Wives Aboard Noah's Ark - Christian Writers

Christian Writers

The early Christian writer St. Hippolytus (d. 235 AD) recounted a tradition of their names according to the Syriac Targum that is similar to Jubilees, although apparently switching the names of Shem's and Ham's wives. He wrote: The names of the wives of the sons of Noah are these: the name of the wife of Sem, Nahalath Mahnuk; and the name of the wife of Cham, Zedkat Nabu; and the name of the wife of Japheth, Arathka. He also recounts a quaint legend concerning the wife of Ham: God having instructed Noah to destroy the first person who announced that the deluge was beginning, Ham's wife at that moment was baking bread, when water suddenly rushed forth from the oven, destroying the bread. When she exclaimed then that the deluge was commencing, God suddenly cancels his former command lest Noah destroy his own daughter-in-law who was to be saved.

An early Arabic work known as Kitab al-Magall or the Book of Rolls (part of Clementine literature), the Syriac Book of the Cave of Treasures (c. 350), and Patriarch Eutychius of Alexandria (c. 930) all agree in naming Noah's wife as "Haykêl, the daughter of Namûs (or Namousa), the daughter of Enoch, the brother of Methuselah"; the first of these sources elsewhere calls Haikal "the daughter of Mashamos, son of Enoch", while stating that Shem's wife is called "Leah, daughter of Nasih".

Furthermore, the Panarion of Epiphanius (c. 375) names Noah's wife as Barthenos, while the c. 5th-century Ge'ez work Conflict of Adam and Eve with Satan calls Noah's wife "Haikal, the daughter of Abaraz, of the daughters of the sons of Enos" — whom some authors have connected with Epiphanius' Barthenos (i.e., Bath-Enos, daughter of Enos). However, Jubilees makes "Betenos" the name of Noah's mother. The word haykal is Syriac for "temple" or "church"; in the Georgian copy of Cave of Treasures, we find instead the name T'ajar, which is the Georgian word for the same.

Armenian tradition give the name of Noah's wife as Nemzar, Noyemzar or Noyanzar.

Patriarch Eutychius of Alexandria, writing in Arabic, also states that Shem's wife was Salit, Ham's Nahlat and Japheth's Arisisah, all daughters of Methuselah. The theologian John Gill (1697–1771) wrote in his Exposition of the Bible of this tradition "that the name of Shem's wife was Zalbeth, or, as other copies, Zalith or Salit; that the name of Ham's Nahalath; and of Japheth's Aresisia."

A manuscript of the 8th-century Latin work Inventiones Nominum, copies of which have been found at the Abbey of St. Gall in Switzerland, and in a library at Albi, SW France, lists as Noah's wife Set, as Shem's wife Nora, as Ham's wife Sare, and as Japeth's wife Serac.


### [Description of the task]
Below are records; reproduce exactly the lines from the first through the one containing "Image is 574x280 pixels.".

### [Input data]
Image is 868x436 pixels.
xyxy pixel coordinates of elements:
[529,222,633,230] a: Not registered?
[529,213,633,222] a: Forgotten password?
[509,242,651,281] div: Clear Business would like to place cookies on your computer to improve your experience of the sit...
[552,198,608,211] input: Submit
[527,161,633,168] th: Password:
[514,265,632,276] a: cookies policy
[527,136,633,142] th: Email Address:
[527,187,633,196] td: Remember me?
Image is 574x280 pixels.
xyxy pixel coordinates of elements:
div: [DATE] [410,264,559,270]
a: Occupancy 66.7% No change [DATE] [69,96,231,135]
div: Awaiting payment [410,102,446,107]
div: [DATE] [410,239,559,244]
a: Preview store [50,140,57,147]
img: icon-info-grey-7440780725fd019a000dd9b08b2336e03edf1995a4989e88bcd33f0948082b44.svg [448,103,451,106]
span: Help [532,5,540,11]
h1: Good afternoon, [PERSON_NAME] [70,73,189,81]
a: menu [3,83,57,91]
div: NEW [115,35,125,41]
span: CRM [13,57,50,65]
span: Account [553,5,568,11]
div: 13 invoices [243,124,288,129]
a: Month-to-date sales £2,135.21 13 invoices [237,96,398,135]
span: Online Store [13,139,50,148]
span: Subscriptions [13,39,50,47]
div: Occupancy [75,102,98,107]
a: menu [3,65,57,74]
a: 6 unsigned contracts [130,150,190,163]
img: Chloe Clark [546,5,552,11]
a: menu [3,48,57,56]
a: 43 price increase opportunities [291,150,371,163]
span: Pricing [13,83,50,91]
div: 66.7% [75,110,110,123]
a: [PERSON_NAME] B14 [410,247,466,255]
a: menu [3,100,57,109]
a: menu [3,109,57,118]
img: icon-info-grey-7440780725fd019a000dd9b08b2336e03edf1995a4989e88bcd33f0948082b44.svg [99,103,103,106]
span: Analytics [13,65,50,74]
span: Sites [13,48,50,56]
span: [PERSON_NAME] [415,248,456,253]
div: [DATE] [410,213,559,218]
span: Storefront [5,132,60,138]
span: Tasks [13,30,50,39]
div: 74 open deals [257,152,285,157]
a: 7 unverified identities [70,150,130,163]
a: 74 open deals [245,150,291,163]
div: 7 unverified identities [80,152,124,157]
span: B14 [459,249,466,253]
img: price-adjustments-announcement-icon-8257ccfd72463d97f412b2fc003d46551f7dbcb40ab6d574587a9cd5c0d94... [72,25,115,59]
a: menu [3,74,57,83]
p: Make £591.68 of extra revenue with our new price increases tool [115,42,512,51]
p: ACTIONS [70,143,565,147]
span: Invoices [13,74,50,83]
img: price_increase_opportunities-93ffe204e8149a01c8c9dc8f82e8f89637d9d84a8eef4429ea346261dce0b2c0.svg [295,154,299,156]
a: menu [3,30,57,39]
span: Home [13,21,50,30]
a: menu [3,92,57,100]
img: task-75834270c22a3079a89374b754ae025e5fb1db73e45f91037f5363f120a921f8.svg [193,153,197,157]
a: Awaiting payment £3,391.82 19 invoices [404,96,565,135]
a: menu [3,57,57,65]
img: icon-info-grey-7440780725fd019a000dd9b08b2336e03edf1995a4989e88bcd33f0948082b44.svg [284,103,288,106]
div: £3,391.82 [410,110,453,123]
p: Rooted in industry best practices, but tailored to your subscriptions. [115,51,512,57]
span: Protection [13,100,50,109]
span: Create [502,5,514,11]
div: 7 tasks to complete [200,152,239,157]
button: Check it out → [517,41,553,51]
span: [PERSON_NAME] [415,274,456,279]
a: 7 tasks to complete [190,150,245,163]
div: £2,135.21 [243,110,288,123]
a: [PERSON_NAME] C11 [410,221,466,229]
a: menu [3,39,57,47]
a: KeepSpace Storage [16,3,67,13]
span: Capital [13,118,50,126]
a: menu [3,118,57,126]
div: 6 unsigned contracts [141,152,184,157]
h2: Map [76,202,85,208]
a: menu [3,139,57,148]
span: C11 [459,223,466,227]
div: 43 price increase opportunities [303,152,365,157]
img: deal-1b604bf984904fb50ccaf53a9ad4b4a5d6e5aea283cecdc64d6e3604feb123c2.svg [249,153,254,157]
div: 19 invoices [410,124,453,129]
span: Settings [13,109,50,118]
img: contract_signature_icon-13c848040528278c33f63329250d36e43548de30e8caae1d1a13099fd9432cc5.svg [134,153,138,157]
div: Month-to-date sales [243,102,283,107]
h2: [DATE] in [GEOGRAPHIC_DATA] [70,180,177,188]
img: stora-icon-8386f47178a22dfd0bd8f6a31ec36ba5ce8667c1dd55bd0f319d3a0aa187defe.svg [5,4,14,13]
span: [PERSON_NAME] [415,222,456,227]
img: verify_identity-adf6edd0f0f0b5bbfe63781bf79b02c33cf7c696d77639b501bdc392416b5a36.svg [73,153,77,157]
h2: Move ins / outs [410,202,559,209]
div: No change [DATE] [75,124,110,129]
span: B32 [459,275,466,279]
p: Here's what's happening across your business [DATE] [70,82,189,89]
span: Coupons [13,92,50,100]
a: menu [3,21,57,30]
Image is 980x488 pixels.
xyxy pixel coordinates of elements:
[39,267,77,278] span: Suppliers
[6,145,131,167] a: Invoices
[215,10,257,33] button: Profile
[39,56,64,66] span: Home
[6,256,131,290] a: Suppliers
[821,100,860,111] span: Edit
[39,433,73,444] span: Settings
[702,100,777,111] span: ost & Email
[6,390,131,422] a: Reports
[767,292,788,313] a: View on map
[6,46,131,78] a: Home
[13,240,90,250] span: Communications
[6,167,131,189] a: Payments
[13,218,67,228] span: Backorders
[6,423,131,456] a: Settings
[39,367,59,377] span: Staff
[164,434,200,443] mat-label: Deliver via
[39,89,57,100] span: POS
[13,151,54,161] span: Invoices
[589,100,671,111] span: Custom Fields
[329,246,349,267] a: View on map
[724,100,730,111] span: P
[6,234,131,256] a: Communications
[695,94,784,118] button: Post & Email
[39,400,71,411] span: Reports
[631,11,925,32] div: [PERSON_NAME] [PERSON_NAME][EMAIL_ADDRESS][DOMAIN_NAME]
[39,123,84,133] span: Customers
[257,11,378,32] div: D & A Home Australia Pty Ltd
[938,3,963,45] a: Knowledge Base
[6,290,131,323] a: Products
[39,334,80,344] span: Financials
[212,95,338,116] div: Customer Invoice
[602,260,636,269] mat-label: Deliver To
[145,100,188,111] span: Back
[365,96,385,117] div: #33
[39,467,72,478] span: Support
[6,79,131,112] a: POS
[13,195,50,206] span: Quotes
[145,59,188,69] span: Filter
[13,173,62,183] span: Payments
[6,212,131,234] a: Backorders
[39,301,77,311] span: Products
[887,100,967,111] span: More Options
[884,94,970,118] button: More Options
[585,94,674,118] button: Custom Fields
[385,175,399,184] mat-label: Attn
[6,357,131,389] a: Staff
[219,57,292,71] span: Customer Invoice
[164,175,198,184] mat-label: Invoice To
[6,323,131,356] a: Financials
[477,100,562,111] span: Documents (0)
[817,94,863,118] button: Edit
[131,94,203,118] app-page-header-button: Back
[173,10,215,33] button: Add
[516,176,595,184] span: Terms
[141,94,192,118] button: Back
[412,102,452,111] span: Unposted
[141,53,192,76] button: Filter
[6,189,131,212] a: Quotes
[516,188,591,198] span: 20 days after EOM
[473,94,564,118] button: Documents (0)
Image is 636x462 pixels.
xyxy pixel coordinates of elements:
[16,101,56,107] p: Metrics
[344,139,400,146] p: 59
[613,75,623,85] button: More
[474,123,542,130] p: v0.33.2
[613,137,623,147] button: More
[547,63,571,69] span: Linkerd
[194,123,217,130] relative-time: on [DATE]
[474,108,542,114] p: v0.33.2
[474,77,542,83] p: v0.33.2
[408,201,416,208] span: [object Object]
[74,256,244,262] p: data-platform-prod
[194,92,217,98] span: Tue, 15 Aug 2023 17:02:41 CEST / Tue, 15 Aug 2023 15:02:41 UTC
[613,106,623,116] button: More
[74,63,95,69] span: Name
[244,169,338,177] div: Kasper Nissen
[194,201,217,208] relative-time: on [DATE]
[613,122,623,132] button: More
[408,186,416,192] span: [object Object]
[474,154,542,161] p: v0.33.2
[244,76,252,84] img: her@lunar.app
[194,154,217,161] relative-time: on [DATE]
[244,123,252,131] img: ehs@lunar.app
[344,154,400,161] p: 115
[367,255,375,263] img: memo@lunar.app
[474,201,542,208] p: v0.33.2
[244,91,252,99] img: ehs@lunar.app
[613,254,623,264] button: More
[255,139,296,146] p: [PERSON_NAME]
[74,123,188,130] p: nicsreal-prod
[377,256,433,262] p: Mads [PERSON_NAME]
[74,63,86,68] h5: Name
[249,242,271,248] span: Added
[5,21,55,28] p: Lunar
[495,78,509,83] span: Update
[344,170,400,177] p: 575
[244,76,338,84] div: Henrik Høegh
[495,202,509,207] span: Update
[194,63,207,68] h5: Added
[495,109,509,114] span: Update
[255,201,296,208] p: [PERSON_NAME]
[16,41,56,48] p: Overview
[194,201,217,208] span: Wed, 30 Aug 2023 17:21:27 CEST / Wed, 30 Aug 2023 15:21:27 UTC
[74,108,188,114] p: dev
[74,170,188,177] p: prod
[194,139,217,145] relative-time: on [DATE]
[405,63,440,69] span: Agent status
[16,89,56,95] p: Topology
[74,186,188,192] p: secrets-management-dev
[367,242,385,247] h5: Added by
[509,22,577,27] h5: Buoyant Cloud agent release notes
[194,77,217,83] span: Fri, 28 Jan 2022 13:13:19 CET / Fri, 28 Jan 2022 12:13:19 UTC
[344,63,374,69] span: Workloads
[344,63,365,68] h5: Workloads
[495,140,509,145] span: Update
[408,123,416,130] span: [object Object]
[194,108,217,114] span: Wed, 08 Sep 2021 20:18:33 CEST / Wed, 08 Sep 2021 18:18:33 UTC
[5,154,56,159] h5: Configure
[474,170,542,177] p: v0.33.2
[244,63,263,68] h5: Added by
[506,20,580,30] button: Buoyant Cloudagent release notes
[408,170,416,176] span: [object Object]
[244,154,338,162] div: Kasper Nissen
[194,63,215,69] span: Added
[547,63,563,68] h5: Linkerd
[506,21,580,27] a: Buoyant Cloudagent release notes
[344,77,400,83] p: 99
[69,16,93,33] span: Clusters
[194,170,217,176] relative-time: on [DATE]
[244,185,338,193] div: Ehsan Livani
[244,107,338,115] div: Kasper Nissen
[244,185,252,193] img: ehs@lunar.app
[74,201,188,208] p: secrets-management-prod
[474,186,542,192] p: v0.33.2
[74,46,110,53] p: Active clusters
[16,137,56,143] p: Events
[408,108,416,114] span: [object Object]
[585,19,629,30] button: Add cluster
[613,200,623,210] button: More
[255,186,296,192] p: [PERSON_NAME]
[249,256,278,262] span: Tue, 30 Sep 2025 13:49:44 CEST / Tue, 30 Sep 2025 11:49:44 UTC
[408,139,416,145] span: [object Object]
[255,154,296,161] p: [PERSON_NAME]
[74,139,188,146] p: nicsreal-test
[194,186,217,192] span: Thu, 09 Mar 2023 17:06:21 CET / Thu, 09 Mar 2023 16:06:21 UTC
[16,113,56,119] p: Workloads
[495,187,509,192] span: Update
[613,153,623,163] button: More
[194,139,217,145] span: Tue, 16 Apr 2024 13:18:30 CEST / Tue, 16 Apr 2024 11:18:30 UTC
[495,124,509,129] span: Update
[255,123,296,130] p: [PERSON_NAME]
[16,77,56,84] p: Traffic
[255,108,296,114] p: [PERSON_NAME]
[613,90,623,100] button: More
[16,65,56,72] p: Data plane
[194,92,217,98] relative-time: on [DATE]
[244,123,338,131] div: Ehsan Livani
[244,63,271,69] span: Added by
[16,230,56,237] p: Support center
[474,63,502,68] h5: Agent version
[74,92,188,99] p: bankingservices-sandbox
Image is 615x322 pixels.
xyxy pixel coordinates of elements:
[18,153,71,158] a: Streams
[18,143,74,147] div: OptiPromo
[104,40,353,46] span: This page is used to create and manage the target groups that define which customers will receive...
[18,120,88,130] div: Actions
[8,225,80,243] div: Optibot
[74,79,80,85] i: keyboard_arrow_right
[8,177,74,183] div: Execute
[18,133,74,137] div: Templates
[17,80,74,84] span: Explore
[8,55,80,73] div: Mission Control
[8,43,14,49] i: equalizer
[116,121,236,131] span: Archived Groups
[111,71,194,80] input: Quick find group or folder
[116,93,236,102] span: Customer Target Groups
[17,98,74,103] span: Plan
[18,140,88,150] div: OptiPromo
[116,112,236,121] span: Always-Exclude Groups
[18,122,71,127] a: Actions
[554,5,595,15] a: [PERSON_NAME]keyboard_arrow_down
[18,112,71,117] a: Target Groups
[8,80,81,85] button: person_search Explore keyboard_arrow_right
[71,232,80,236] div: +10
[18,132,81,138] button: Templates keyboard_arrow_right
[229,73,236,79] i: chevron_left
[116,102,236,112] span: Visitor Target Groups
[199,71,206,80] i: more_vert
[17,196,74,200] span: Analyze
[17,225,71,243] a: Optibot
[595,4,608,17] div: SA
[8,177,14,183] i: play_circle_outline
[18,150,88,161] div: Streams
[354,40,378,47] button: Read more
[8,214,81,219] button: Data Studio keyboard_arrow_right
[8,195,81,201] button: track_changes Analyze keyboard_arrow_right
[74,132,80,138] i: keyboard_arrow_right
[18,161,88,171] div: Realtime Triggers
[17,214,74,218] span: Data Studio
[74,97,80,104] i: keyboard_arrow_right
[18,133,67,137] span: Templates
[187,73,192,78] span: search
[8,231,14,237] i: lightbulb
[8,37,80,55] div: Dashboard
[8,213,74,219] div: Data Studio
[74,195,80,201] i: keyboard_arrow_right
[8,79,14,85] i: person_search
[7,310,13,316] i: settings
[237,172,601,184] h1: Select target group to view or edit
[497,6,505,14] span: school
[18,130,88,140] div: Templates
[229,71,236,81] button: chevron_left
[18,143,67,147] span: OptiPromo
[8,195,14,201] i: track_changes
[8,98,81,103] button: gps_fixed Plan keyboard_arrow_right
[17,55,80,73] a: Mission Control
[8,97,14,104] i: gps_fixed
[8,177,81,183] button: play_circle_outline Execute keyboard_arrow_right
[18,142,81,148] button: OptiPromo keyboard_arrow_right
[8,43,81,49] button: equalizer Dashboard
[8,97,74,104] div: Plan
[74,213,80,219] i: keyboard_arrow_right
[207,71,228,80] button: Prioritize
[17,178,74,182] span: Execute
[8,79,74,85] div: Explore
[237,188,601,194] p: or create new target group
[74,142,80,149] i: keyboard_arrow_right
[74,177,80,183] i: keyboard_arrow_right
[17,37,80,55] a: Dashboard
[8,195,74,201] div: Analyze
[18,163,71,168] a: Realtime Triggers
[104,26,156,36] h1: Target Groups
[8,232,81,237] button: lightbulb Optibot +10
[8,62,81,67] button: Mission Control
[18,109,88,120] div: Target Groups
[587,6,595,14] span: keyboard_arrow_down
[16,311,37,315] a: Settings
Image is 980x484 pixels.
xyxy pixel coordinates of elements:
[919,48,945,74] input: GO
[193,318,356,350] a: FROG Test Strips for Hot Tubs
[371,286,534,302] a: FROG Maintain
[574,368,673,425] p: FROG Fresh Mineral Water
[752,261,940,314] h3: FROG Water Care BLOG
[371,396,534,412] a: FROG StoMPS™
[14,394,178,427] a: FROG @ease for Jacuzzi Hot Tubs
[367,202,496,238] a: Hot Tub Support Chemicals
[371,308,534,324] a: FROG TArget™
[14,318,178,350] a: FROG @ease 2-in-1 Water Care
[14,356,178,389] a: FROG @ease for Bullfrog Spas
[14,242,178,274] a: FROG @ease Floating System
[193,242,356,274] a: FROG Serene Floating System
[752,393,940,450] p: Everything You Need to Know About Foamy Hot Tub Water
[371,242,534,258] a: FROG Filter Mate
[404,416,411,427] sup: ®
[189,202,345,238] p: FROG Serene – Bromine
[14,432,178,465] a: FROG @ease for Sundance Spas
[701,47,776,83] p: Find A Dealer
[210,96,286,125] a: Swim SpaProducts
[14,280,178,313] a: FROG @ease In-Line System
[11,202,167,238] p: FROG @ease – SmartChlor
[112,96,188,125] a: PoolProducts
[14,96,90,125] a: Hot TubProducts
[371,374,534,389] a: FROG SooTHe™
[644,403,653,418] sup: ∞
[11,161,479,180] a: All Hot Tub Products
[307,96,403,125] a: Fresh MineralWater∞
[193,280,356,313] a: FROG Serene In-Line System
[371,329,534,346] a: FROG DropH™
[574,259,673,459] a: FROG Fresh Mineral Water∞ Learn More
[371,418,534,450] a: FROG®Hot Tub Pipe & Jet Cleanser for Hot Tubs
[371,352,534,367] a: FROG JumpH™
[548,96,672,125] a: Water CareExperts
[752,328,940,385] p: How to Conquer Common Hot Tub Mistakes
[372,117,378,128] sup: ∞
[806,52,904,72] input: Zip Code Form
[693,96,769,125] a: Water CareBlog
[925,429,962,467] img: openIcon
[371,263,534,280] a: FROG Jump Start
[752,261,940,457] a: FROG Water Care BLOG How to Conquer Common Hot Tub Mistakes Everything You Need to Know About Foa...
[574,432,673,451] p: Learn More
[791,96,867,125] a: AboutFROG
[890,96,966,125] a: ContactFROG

### [Answer space]
Image is 868x436 pixels.
xyxy pixel coordinates of elements:
[529,222,633,230] a: Not registered?
[529,213,633,222] a: Forgotten password?
[509,242,651,281] div: Clear Business would like to place cookies on your computer to improve your experience of the sit...
[552,198,608,211] input: Submit
[527,161,633,168] th: Password:
[514,265,632,276] a: cookies policy
[527,136,633,142] th: Email Address:
[527,187,633,196] td: Remember me?
Image is 574x280 pixels.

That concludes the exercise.